We will continue to make the performances in our Digital Season as accessible as possible. Our online concerts will be free to enjoy for up to thirty days from the broadcast date. Here's what you can look forward to.

Maxim conducts Stravinsky's Pulcinella

Our Principal Conductor Maxim Emelyanychev will direct the Orchestra in Stravinsky’s rousing Pulcinella with three of Britain’s most vibrant singers Claire Booth, Andrew Staples and Roderick Williams. This high-spirited concert will also include a performance of Haydn’s Symphony No 103 ‘Drum Roll’.

Mendelssohn Weekend

Child genius, master melodist, and musical pioneer: Felix Mendelssohn was a remarkable figure who wrote some of the most charming, captivating music that still entertains and stimulates us today.

Get a little closer to Mendelssohn the man (and boy), as well as to his sublime musical achievements, with a mini-festival of music and film, specially recorded at Perth Concert Hall, and featuring two of the SCO’s best-loved musical collaborators.

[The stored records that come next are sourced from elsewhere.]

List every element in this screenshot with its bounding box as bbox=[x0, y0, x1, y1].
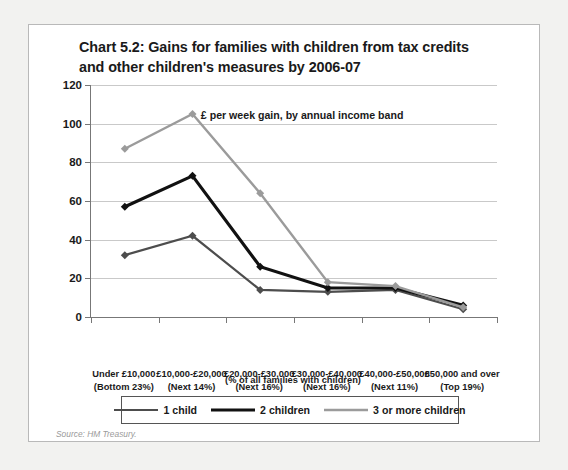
y-axis-label: 60 bbox=[69, 195, 82, 207]
plot-annotation: £ per week gain, by annual income band bbox=[201, 109, 404, 121]
legend-label: 3 or more children bbox=[373, 404, 465, 416]
y-axis-label: 80 bbox=[69, 156, 82, 168]
screenshot-canvas: Chart 5.2: Gains for families with child… bbox=[0, 0, 568, 470]
y-axis-label: 100 bbox=[63, 118, 82, 130]
chart-legend: 1 child2 children3 or more children bbox=[121, 396, 459, 424]
legend-label: 1 child bbox=[163, 404, 197, 416]
chart-title-line-2: and other children's measures by 2006-07 bbox=[79, 57, 519, 77]
legend-item[interactable]: 1 child bbox=[107, 404, 204, 416]
plot-frame: 020406080100120 £ per week gain, by annu… bbox=[90, 85, 497, 318]
x-axis-category-labels: Under £10,000(Bottom 23%)£10,000-£20,000… bbox=[90, 317, 496, 357]
y-axis-label: 40 bbox=[69, 234, 82, 246]
y-axis-label: 120 bbox=[63, 79, 82, 91]
y-axis-label: 0 bbox=[76, 311, 82, 323]
legend-label: 2 children bbox=[260, 404, 310, 416]
legend-swatch-icon bbox=[324, 405, 368, 415]
chart-card: Chart 5.2: Gains for families with child… bbox=[28, 24, 540, 442]
series-line bbox=[125, 236, 463, 309]
legend-swatch-icon bbox=[211, 405, 255, 415]
chart-title: Chart 5.2: Gains for families with child… bbox=[79, 37, 519, 77]
legend-item[interactable]: 2 children bbox=[204, 404, 317, 416]
x-axis-caption: (% of all families with children) bbox=[90, 375, 496, 385]
source-note: Source: HM Treasury. bbox=[56, 429, 137, 439]
legend-swatch-icon bbox=[114, 405, 158, 415]
y-axis-label: 20 bbox=[69, 272, 82, 284]
legend-item[interactable]: 3 or more children bbox=[317, 404, 472, 416]
chart-title-line-1: Chart 5.2: Gains for families with child… bbox=[79, 37, 519, 57]
data-point-marker bbox=[121, 145, 129, 153]
plot-area: 020406080100120 £ per week gain, by annu… bbox=[91, 85, 497, 317]
data-point-marker bbox=[121, 251, 129, 259]
x-tick-mark bbox=[497, 317, 498, 323]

Scottish violin virtuoso Nicola Benedetti makes a welcome return performing Mendelssohn’s glistening Violin Concerto.

Exceptional pianist Kristian Bezuidenhout leads the Orchestra in a performance of the composer’s Violin and Piano Concerto in D minor alongside SCO Leader Stephanie Gonley.

New Commissions, New Stories

SCO Associate Composer, Anna Clyne has connected with three emerging composers as part of the SCO’s New Stories commissioning project. Electra Perivolaris, Gillian Walker and Georgina MacDonell Finlayson have each written a brand-new piece for SCO musicians inspired by the art of storytelling. This Season, these new works receive their World Premiere performances online to coincide with Scotland’s Year of Stories.

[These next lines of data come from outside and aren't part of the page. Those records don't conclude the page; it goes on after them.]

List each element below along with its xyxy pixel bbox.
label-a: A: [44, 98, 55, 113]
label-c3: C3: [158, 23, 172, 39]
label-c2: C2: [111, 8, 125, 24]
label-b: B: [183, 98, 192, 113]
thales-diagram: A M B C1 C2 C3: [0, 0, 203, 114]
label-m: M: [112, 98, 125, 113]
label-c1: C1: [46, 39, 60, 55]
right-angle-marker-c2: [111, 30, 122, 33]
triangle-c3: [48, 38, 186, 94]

The three Scottish-based composers have worked closely with Clyne, creating tales that draw on their own lives and experiences in collaboration with writer and storyteller Janis Mackay.

Electra Perivolaris’ The Blurred Lines of Archipelagos tells a mythical tale tied to her dual island heritage between Scotland and Greece, combining traditional music from both cultures.

White City by Gillian Walker takes a young child’s perspective on early years in a council estate nursery in Wallacetown, Ayr.

Georgina MacDonell Finlayson’s Do you remember when the rain came? tells tales of climate change and ecological collapse from the perspective of a Selkie, half-human, half-seal.

Tickets are now available to book for our online performances.

Find out what's coming up in our Digital Season here.